Collected data entries:
● ● ● ●

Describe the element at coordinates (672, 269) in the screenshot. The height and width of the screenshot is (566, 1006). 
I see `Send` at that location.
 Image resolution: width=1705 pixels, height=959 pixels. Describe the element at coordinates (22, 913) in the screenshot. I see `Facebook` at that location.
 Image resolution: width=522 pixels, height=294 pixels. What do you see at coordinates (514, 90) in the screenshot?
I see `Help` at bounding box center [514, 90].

● ● ● ●

Try it:
Output an exact copy of each record.

Exercise solution:
Describe the element at coordinates (672, 269) in the screenshot. The height and width of the screenshot is (566, 1006). 
I see `Send` at that location.
 Image resolution: width=1705 pixels, height=959 pixels. Describe the element at coordinates (22, 913) in the screenshot. I see `Facebook` at that location.
 Image resolution: width=522 pixels, height=294 pixels. What do you see at coordinates (514, 90) in the screenshot?
I see `Help` at bounding box center [514, 90].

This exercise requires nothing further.